I can’t believe I made a date. And it was pretty painless too. “Don’t worry about it,” I said trying to be cool. “Us Grand Maesters are more forgiving than most people know.” Man, am I a total dork or what?
“Okay then,” said Laura. “Hey, have you written any new stories lately? P.P. Pirate was hysterical. I read it to my little cousins and they cracked up the whole time.”
P.P. Pirate was a short story I wrote about a notorious pirate who was captured because he had to take a piss during a huge naval battle. “No, nothing since P.P. Pirate,” I said. “I haven’t really felt all that creative lately. Nothing has really inspired me to write.” Ever since I was a little kid, I always enjoyed writing silly stories to make myself laugh. I actually had over a dozen little tales saved on my laptop but I never showed them to anyone until I met Laura. Hell, I never even showed them to Miller. I think because Laura was so creative she made me want to be creative too. At school she would show me all of her artwork that she made in class and during her free time. I really appreciated that because it was really personal. So, to return the favor, I decided to let her read a few of my stories. I was very nervous about it at first but it was a lot of fun watching her crack up.
“Well, you should keep writing,” said Laura. “You’re really good at it. Every story you showed me has been really funny and so creative.
“Really?” I asked. “Even Wee Billy Bunyan?” Billy was Paul’s twin brother. But instead of being gigantic and popular and cheerful, Billy was miniscule and unknown and amazingly bitter.
Laura began to laugh again. She had a pretty nice laugh too. “Especially Billy Bunyan,” she said. “I think that one is my second favorite after P.P. Pirate.”
“I’m glad you seem to enjoy my genius,” I said jokingly. Laura yawned again in response. “Am I boring you?”
“No, I’m just tired,” she said. “It’s getting late and I have work tomorrow. I really should be getting to bed.”
I didn’t want to overstay my welcome, especially since I was doing so well. “Okay, then. I’ll let you get some sleep.”
“Alright then, Peter. Have fun at work tomorrow. I know I will.”
“Not likely,” I said. “I’ll call you on Friday after the interview.”
“Okay,” Laura said. “Good luck with that. And cheer up about it. I am sure you’ll have some good news to tell me afterwards.”

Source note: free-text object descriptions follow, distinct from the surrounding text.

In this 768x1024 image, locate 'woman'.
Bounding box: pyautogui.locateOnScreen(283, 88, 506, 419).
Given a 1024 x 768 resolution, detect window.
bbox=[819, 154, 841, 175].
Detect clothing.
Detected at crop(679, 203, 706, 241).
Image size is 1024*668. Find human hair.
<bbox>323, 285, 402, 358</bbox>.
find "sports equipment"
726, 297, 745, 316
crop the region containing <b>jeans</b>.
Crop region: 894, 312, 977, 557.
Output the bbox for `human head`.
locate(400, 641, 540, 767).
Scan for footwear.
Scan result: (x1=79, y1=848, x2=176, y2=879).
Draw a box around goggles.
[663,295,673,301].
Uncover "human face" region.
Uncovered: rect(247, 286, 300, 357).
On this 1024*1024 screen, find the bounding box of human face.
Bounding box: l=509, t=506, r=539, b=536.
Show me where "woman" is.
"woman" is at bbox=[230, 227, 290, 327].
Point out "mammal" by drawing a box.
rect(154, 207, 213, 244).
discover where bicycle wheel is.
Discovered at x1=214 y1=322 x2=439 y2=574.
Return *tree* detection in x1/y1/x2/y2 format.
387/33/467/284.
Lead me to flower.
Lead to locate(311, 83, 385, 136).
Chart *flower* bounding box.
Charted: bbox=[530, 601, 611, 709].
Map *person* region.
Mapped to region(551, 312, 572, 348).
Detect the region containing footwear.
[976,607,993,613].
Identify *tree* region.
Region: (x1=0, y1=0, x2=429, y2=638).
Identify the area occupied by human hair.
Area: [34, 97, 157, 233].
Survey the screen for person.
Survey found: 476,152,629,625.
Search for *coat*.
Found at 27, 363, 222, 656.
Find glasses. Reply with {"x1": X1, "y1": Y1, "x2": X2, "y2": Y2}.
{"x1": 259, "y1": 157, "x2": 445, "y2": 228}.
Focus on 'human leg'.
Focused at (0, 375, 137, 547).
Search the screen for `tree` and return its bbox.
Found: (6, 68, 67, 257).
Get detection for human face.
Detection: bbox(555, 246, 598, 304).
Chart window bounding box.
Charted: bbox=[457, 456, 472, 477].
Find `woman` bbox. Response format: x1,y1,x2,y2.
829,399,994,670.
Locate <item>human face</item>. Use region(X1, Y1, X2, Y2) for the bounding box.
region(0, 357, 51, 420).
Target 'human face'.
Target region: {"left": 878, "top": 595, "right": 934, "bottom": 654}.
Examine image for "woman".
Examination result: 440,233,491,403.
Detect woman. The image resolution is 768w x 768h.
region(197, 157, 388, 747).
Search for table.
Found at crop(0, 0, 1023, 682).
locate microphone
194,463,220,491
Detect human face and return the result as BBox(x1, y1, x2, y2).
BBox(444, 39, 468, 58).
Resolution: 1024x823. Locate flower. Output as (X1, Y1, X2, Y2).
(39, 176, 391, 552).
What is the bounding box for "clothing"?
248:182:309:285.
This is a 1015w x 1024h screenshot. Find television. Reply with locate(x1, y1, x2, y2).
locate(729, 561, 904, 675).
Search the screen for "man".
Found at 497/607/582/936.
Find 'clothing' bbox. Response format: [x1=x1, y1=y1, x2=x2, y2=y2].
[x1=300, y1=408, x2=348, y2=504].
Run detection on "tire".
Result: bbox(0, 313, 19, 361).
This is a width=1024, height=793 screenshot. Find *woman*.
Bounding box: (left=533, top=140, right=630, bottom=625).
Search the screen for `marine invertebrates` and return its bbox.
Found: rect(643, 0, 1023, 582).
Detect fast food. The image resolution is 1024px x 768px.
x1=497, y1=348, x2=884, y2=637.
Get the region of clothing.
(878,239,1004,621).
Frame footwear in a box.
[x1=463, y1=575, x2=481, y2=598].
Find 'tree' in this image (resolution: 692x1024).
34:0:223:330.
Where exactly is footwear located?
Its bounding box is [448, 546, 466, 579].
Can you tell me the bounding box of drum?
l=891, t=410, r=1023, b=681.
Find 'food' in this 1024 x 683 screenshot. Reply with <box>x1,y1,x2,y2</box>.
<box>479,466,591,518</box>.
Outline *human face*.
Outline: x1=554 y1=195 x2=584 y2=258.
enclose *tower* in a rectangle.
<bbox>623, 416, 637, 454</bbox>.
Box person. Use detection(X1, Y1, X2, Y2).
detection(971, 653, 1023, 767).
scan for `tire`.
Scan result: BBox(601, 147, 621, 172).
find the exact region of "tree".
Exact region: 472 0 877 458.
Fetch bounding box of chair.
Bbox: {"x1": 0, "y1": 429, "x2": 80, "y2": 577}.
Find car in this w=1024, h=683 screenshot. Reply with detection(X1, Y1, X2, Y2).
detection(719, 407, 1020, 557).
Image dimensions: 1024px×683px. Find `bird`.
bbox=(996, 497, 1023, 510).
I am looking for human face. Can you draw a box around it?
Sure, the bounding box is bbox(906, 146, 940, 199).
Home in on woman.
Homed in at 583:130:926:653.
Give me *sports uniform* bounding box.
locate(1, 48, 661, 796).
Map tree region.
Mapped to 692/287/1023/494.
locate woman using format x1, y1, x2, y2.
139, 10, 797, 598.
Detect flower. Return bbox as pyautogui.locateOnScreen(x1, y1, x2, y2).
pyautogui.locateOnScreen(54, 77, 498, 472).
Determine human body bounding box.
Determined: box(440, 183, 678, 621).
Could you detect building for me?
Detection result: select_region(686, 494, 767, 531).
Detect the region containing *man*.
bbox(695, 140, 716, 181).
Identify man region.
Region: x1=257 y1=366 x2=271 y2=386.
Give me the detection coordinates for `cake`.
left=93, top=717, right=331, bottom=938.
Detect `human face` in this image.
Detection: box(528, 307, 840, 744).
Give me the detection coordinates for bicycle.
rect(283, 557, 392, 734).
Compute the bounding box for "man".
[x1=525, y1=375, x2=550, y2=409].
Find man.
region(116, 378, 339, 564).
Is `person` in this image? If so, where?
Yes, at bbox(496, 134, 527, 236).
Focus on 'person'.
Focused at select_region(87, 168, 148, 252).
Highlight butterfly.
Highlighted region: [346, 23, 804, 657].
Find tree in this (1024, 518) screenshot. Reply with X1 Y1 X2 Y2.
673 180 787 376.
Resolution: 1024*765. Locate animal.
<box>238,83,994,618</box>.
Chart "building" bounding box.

“We’ll see, Laura. Go get some sleep. I’ll talk to you Friday.”
“Goodnight, Peter.”
“Goodnight, Laura.” And that was it. We had a really nice conversation and I made a date for Friday on top of it all. And I didn’t pass out or throw up or say anything too stupid. After a long yawn and a good scratching of various parts of my body, I decided to end the day on a high note. I went to the bathroom to take my anti-anxiety pills that I’m pretty sure don’t work and then brushed my teeth.
“Good night, Shirley,” I said as I tapped my sister’s door on the way back to my room. I assumed she was still in there.
“Good night, loser.” Yes, she was still in there.
I closed the door of my bedroom behind me and got into bed. After a little while of self-reflection, I turned on my side and closed my eyes. I tried my best to get the interview out of my head but the more I tried, the more I thought about it; and the more I thought about it, the harder it was to fall asleep.